Prior to becoming a photographer and filmmaker, Alfred Ehrhardt was a musician, painter, and art educator. In 1924, he took up a position as a teacher for music and art at the Landerziehungsheim Max Bondy, a progressive educational institution in Gandersheim (later Marienau). In 1926, he painted the crypt at the Lamspringe Klosterkirche with an iconographic program detailing the monastery’s history in an Expressionist and New Objectivity style. His murals were painted over in white by the Nazis in 1938, but have since been restored by the Alfred Ehrhardt Stiftung.
For the 1928–29 winter semester Ehrhardt went to the Bauhaus in Dessau. Upon his return, he applied what he had learned there to his classroom instruction. Based on this experimental experience, Max Sauerlandt invited him to teach a course focused on studying the various characteristics of materials at the Landeskunstschule Hamburg, where he and Fritz Schleifer established the first preliminary course in Germany outside the Bauhaus.
In 1931 Alfred Ehrhardt was granted a solo exhibition of his paintings, drawings, and prints at the Hamburger Kunstverein. It made clear how formative his time at the Bauhaus was as well as the influence of Wassily Kandinsky, Paul Klee, Oskar Schlemmer, or Lyonel Feininger on his work. Despite the impact of his role models, however, Ehrhardt’s liberating of nature from all unessential elements allowed him to discover his own independent, archaically stylized mode of expression. Inspired by Wassily Kandinsky, Ehrhardt’s declared intent is the spiritualization of the material world. Following Paul Klee, he sees the study of nature as the central starting point for the design of forms. Ehrhardt’s preoccupation with abstraction, archaism, form, material characteristics, structure, or rhythm will also be reflected later in his photographic and filmic work.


Your goal: Your answer must be the lines of the entries below, exactly as written, from the first line through the line containing "Image resolution: width=1240".
++++ Records shown ++++
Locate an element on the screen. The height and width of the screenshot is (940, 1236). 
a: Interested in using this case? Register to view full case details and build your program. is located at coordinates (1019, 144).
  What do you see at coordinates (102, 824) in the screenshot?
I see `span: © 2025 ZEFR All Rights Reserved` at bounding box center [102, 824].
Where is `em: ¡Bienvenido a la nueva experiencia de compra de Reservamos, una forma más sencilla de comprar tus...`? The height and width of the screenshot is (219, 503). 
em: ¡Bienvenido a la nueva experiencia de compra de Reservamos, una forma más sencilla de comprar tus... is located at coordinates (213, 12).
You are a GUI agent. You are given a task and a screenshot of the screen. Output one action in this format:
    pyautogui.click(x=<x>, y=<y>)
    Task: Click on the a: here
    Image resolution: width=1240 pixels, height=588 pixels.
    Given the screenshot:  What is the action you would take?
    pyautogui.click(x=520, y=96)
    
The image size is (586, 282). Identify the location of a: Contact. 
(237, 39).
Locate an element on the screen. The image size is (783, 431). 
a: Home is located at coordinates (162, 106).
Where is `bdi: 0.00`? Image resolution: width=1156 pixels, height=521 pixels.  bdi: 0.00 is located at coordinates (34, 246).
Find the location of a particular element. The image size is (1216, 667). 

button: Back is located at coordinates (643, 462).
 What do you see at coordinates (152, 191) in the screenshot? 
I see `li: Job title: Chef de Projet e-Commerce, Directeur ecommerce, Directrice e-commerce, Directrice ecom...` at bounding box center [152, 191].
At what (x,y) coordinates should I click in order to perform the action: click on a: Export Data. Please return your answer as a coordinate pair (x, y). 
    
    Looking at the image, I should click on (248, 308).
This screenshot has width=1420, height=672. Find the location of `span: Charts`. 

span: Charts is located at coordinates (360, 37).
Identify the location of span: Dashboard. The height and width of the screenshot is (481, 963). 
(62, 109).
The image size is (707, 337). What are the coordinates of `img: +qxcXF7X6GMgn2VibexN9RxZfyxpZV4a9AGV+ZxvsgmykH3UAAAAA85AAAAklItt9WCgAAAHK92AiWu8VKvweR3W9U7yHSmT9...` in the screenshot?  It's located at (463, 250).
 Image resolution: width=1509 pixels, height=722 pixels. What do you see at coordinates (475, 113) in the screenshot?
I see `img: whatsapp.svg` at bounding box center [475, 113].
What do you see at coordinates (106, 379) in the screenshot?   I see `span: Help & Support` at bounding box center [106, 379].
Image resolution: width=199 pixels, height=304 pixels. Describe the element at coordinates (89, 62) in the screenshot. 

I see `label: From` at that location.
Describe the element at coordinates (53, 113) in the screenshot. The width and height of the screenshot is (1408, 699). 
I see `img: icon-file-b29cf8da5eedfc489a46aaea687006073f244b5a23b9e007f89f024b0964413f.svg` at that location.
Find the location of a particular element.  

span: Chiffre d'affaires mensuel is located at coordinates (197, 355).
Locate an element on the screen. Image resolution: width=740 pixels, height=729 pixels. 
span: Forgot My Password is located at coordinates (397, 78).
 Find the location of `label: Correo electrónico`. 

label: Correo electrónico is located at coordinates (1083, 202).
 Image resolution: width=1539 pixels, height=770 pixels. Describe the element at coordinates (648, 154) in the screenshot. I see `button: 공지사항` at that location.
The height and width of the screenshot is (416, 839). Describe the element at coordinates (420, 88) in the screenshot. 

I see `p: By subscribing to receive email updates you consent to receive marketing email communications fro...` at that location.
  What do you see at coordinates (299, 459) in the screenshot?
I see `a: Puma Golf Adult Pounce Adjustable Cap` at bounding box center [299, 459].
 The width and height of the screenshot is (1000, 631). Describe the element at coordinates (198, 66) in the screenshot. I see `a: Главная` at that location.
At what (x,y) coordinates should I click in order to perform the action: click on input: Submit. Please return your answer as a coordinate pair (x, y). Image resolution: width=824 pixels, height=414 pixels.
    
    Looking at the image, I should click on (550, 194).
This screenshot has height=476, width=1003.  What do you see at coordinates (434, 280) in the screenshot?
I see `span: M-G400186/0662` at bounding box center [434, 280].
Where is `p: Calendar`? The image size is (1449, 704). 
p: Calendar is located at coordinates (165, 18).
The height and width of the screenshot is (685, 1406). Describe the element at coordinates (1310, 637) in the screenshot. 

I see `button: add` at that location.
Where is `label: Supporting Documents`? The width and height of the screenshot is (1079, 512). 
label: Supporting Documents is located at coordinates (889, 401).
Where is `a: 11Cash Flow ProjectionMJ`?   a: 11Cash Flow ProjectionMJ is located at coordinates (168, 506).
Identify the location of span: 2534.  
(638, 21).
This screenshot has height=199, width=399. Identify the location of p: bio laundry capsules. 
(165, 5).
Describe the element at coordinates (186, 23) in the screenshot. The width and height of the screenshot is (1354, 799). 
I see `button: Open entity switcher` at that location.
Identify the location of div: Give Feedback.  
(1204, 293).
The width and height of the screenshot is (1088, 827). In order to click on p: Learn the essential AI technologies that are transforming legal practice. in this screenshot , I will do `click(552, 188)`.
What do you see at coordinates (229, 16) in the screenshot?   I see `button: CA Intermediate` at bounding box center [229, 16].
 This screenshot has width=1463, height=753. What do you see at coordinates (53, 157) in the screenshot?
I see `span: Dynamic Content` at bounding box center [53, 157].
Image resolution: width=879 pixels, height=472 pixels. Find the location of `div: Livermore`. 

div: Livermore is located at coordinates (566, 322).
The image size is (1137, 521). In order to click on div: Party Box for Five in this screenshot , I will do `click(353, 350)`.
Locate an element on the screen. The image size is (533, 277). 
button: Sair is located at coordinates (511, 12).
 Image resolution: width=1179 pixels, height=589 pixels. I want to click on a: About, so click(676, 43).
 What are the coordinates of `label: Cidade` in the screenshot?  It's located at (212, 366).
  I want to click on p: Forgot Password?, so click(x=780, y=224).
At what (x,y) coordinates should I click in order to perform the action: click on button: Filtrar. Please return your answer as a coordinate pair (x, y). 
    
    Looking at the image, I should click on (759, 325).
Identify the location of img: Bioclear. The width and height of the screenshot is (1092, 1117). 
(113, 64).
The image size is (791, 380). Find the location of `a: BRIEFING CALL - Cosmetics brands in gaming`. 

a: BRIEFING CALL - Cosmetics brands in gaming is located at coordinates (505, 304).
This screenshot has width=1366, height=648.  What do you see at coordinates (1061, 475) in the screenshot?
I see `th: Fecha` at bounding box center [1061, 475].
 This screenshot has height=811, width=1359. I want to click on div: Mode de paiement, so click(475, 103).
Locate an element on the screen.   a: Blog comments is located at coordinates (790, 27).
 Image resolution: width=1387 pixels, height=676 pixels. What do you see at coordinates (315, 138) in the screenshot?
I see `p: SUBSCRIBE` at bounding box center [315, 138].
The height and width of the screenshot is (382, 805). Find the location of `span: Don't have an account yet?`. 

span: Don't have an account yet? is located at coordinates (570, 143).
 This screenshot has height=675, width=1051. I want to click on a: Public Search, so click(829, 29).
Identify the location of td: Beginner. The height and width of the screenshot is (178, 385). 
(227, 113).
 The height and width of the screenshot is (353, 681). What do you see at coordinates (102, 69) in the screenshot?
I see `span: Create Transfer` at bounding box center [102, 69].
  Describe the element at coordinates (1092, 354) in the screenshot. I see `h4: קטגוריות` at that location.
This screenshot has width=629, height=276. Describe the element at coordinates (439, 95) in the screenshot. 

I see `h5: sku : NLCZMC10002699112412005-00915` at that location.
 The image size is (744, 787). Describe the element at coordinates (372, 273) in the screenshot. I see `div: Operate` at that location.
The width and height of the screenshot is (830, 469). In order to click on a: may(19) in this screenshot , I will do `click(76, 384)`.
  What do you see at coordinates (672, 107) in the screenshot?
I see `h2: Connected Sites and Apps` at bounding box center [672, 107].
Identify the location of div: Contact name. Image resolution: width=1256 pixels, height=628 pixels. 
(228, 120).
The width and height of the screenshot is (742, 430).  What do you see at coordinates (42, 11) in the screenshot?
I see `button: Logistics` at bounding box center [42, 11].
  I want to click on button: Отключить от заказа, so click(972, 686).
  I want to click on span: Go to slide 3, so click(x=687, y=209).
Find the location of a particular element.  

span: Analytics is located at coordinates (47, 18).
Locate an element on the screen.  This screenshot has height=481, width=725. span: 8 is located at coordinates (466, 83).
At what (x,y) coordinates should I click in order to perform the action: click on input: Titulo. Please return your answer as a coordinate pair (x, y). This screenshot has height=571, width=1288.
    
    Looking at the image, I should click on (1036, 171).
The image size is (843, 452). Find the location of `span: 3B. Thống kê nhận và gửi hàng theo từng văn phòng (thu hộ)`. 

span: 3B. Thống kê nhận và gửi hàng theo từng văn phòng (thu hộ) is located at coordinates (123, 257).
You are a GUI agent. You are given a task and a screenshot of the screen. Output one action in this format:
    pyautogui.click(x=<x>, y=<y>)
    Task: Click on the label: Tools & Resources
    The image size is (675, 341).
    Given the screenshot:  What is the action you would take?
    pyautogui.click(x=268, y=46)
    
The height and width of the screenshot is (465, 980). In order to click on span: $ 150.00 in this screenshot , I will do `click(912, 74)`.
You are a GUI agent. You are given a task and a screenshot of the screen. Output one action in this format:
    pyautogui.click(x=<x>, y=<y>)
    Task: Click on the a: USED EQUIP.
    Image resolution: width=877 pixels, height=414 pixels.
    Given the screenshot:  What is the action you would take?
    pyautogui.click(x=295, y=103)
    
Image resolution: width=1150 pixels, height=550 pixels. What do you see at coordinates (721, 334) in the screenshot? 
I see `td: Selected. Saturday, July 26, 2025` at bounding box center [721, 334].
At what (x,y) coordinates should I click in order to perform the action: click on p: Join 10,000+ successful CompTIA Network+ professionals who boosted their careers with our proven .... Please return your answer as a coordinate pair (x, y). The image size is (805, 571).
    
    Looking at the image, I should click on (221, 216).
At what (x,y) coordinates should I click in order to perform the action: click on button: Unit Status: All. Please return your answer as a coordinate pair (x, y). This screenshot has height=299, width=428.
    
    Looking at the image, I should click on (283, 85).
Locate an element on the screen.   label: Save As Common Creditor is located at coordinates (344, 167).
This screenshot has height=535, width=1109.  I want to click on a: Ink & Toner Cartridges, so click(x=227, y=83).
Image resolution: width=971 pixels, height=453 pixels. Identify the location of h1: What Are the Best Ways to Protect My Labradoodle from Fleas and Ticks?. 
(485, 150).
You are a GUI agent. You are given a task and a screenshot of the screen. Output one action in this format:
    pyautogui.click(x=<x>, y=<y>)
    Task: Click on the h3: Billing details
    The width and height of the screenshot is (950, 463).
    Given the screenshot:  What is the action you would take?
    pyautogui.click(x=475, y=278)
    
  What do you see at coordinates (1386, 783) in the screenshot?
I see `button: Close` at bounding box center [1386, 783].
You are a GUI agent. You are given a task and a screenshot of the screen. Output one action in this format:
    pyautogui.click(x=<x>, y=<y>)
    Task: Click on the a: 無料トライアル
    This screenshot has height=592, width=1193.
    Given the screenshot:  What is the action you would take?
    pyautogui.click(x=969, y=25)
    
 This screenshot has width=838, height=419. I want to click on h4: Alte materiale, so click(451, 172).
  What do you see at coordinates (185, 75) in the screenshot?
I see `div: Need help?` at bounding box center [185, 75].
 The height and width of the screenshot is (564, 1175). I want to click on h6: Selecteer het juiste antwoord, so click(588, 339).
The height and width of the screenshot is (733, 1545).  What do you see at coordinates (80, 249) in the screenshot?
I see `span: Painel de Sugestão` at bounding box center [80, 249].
++++
Task response:
Locate an element on the screen. The height and width of the screenshot is (940, 1236). 
a: Interested in using this case? Register to view full case details and build your program. is located at coordinates (1019, 144).
  What do you see at coordinates (102, 824) in the screenshot?
I see `span: © 2025 ZEFR All Rights Reserved` at bounding box center [102, 824].
Where is `em: ¡Bienvenido a la nueva experiencia de compra de Reservamos, una forma más sencilla de comprar tus...`? The height and width of the screenshot is (219, 503). 
em: ¡Bienvenido a la nueva experiencia de compra de Reservamos, una forma más sencilla de comprar tus... is located at coordinates (213, 12).
You are a GUI agent. You are given a task and a screenshot of the screen. Output one action in this format:
    pyautogui.click(x=<x>, y=<y>)
    Task: Click on the a: here
    Image resolution: width=1240 pixels, height=588 pixels.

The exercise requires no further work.